Your objective: Could you retype exactly the line containing "Describe the element at coordinates (556, 287)" and every line after it in the data below, leaving out the pictures?

** Stored data follows **

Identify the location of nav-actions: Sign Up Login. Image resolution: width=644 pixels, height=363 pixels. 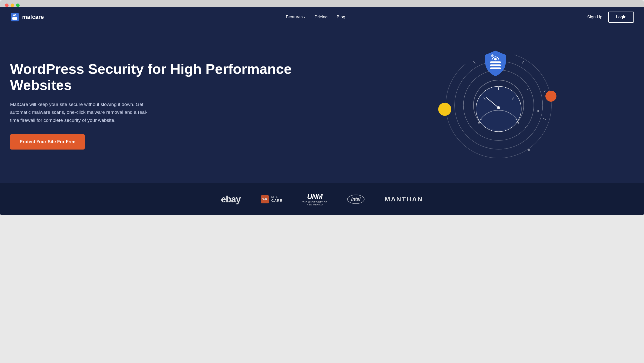
(611, 17).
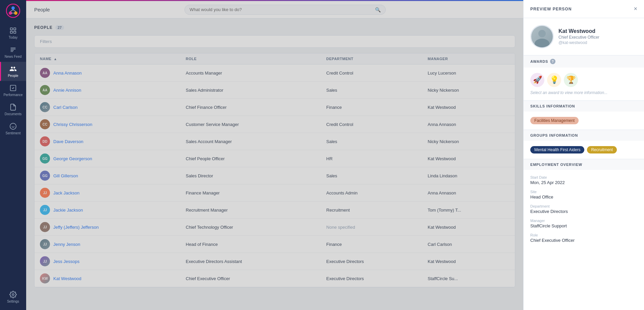 The width and height of the screenshot is (644, 310). Describe the element at coordinates (67, 90) in the screenshot. I see `person-name-cell: Annie Annison` at that location.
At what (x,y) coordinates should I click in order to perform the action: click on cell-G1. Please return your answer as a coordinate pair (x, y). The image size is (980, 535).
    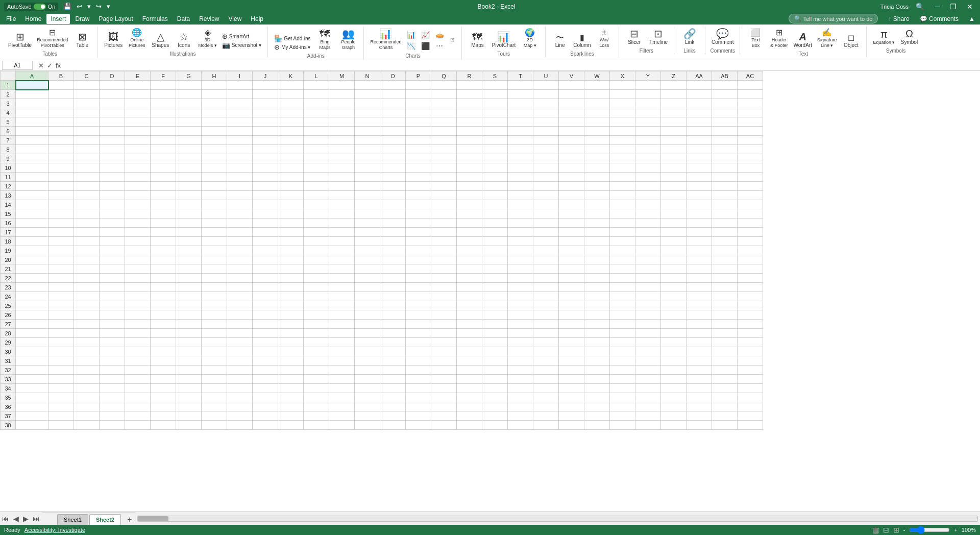
    Looking at the image, I should click on (189, 85).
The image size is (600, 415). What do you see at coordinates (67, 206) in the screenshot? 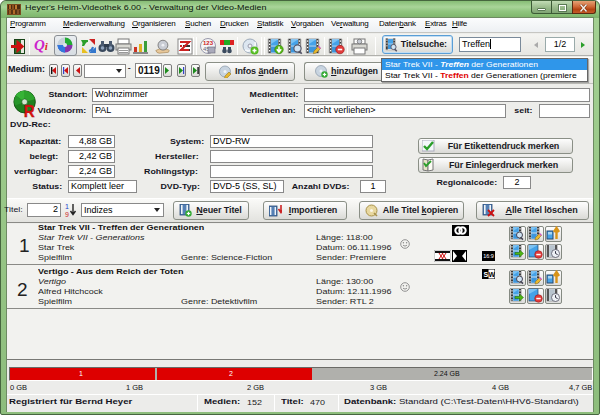
I see `svg-text: 1` at bounding box center [67, 206].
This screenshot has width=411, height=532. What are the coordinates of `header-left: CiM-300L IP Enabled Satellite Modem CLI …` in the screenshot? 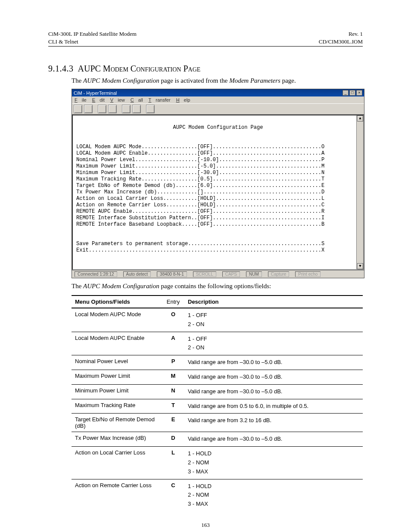 It's located at (92, 38).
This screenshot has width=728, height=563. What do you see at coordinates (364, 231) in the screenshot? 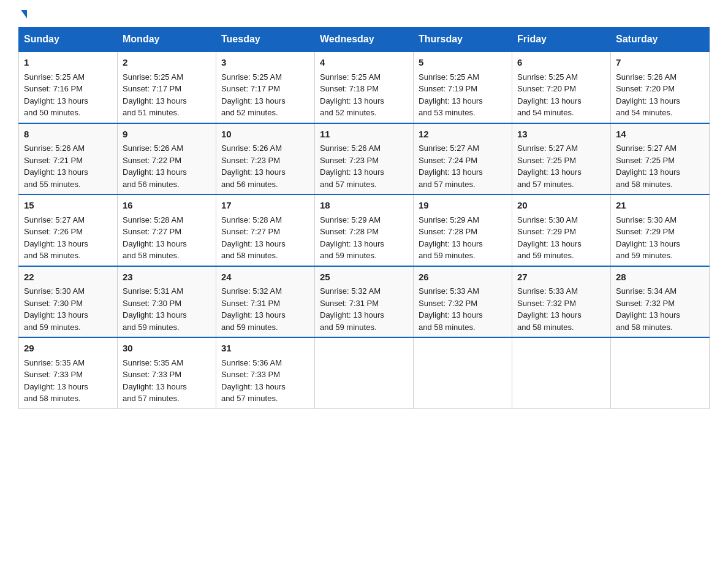
I see `calendar-cell: 18 Sunrise: 5:29 AMSunset: 7:28 PMDaylig…` at bounding box center [364, 231].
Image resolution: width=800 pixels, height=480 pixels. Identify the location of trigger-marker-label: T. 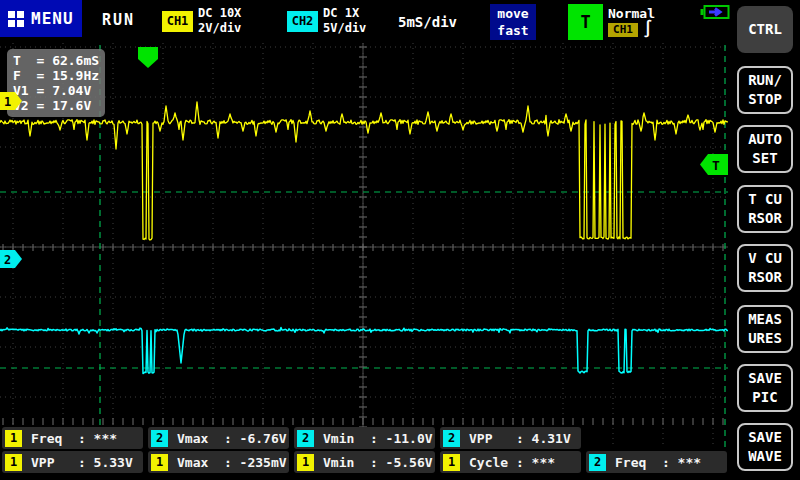
(716, 166).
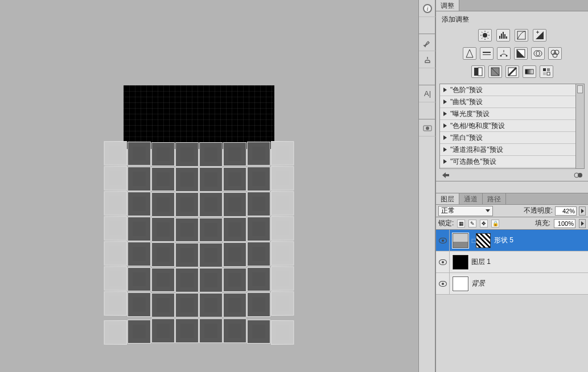 This screenshot has width=588, height=372. I want to click on curves-icon, so click(521, 35).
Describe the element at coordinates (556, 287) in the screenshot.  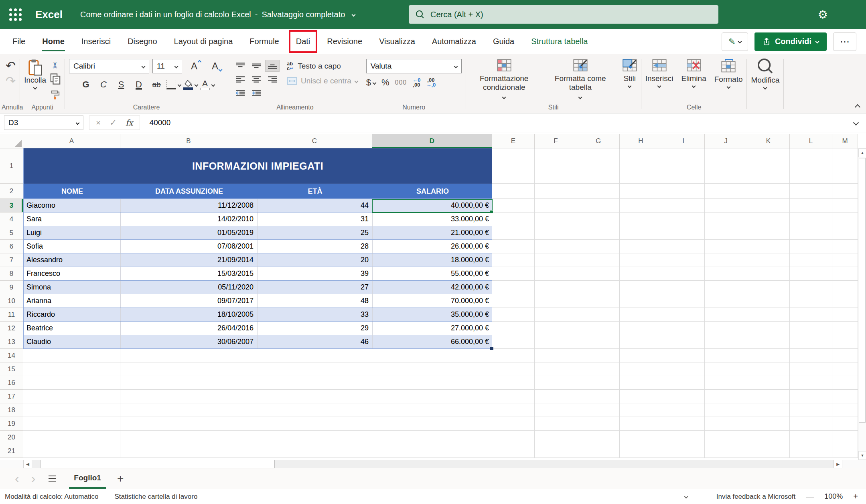
I see `bg-cell-F9` at that location.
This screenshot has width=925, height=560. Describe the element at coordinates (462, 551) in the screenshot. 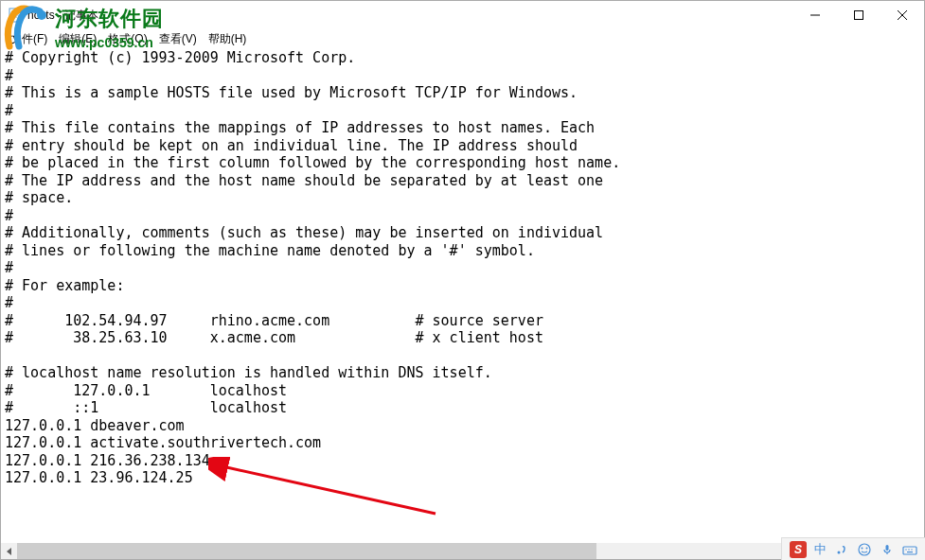

I see `scrollbar-track` at that location.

** End of Stored data **

Written answer:
Describe the element at coordinates (556, 287) in the screenshot.  
I see `bg-cell-F9` at that location.
This screenshot has width=925, height=560. Describe the element at coordinates (462, 551) in the screenshot. 

I see `scrollbar-track` at that location.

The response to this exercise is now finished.